Q: What do you have to say about the competitiveness in the writing world today?
A: Welcome to the jungle.
Q: How do I make my cover letter stand out?
A: Don’t be a rainbow in the dark.
Q: What is your revision process like?
A: Roll with the changes. Keep on rolling. Keep on rolling.
Q: How to you maintain a positive atmosphere in a workshop setting?
A: Love is a battlefield.
Q: What character in literature has inspired your work the most?
A: Tom Sawyer.
Q: What kind of work do you publish? What kind of writing are you looking for?
A: I want to know what love is. I want you to show me. Read more »
I popped into a coffee shop a few nights ago while waiting for my husband to pick me up from rehearsal, and it happened that one of my former creative writing students was leading a writing group. I didn’t recognize him right away. I didn’t notice him at all until, over the general chatter, I heard his deep, distinctive voice. He and his group were discussing the best way to get their stories to each other. Gmail, one group member said, was notorious for stealing content, and email in general lacked security. Someone suggested Facebook, and a discussion about the thieving Mark Zuckerberg ensued. Another suggested exchanging pieces via flash drive, which was quickly vetoed because flash drives could have viruses. They discussed exchanging addresses and using the postal service, but again, there was the concern that their stories might be stolen, plus there was the cost and environmental impact. This led to a general discussion of the problems with paper, and how the chemicals used to treat it are a much greater problem than deforestation, etc (we live near a paper mill here–the smell alone could make one want to go paperless).

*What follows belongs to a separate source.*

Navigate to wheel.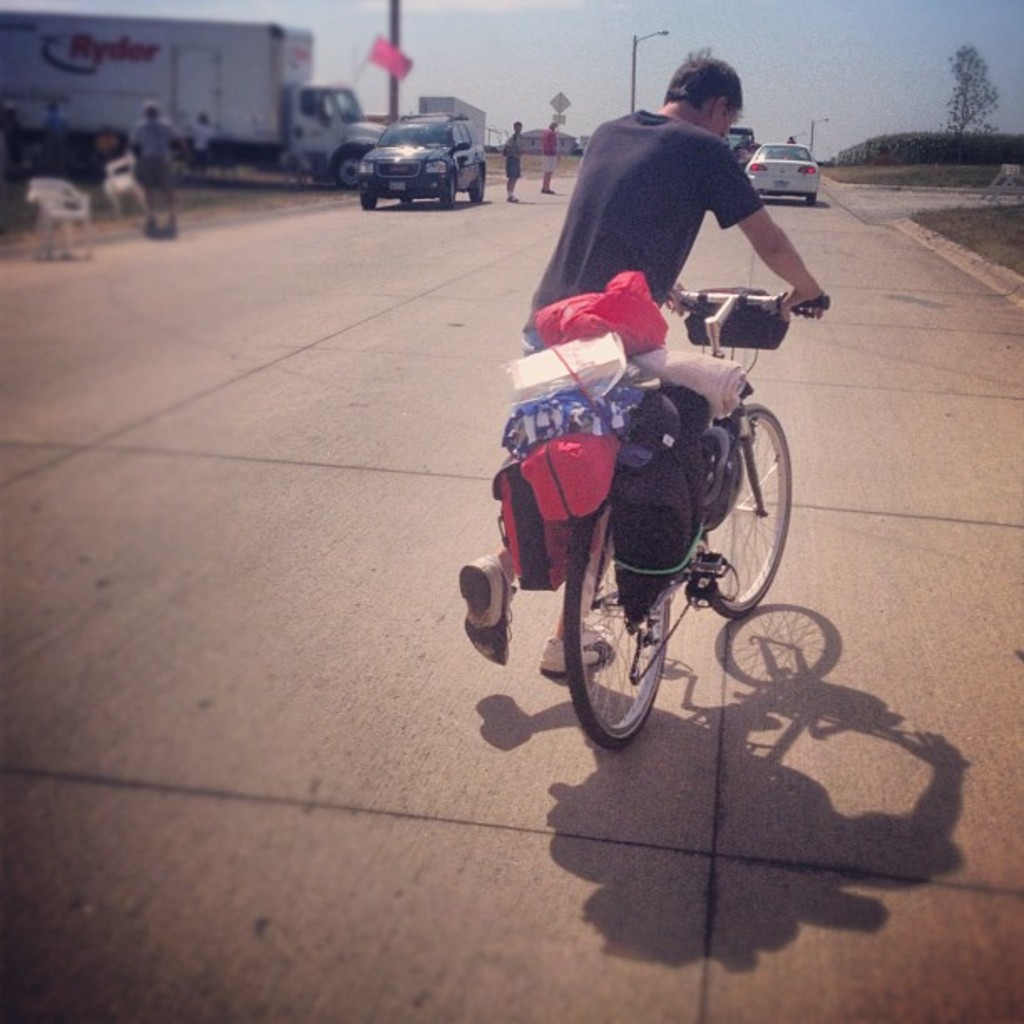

Maybe this makes me a jerk, but I chuckled a little at their concerns. They had worried the small issue of exchanging stories into a major problem. And while some of their concerns were valid, I was struck by their copyright paranoia and the fear that their work might be stolen, especially because when their group leader was in my class, every piece he turned in had a giant copyright notice at the top of the page, even after I told him that it was not only unnecessary, but slightly insulting, as it insinuated that he thought his classmates or I might steal his work. I told him, if he was concerned, that he should put his name in the header or footer, by the page number, and that that would suffice. Apparently that didn’t ease his concerns. Read more »

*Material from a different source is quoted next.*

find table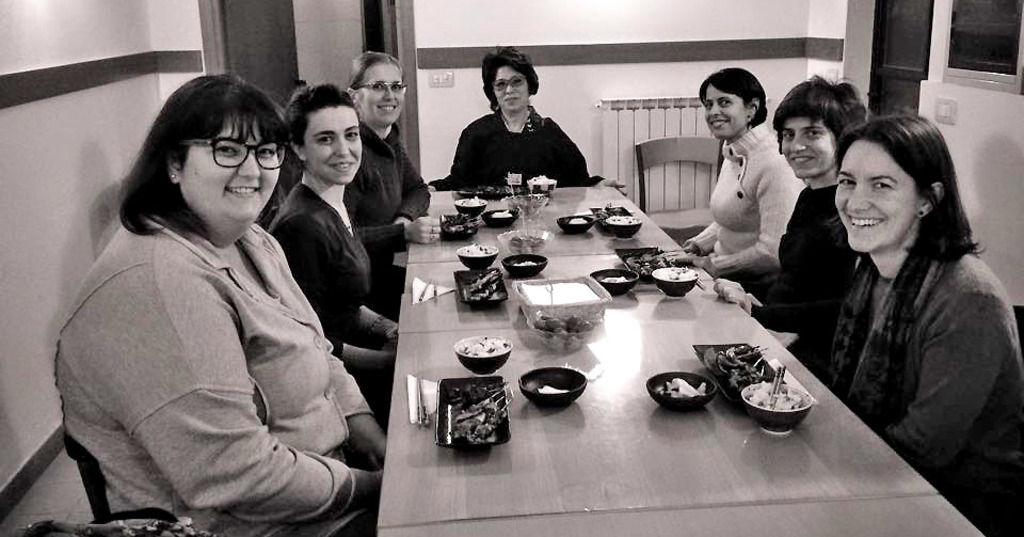
rect(231, 185, 928, 531)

Sledding on Monroe Street near 14th, 1952. Apparently sliding around Spokane's South Hill was much more fun in the 1950's.
Last night, I lived through two events: 1.) A large writing workshop led by Debra Gwartney (awesome author of the memoir Live Through This) during which a small nonfiction piece I had written was workshopped, and 2.) being stuck in my minivan on the icy South Hill in Spokane until I thought I might burn all of the rubber off my tires, burn out my transmission, or slide back down the hill, like freefall, until I came to be smashed by an up-and-coming 4X4 Dodge Ram.
On the icy hill on Stevens Street, I revved and spun my wheels for what felt like an hour (at least five solid minutes) just ten feet away from the entrance of a parking lot where I knew I could get myself turned around. I surely sat on a 60 degree incline. The hill was steep and near murder for my minivan any given day. It was sheer stupidity that led me to tackle the hill on the iciest night of the season thus far. I had at least managed to get myself out of the flow of those badass 4-wheel-drives bebopping up the hill like they were being pulled by Santa’s flying reindeer. As I sat stuck, I thought hard about calling for help.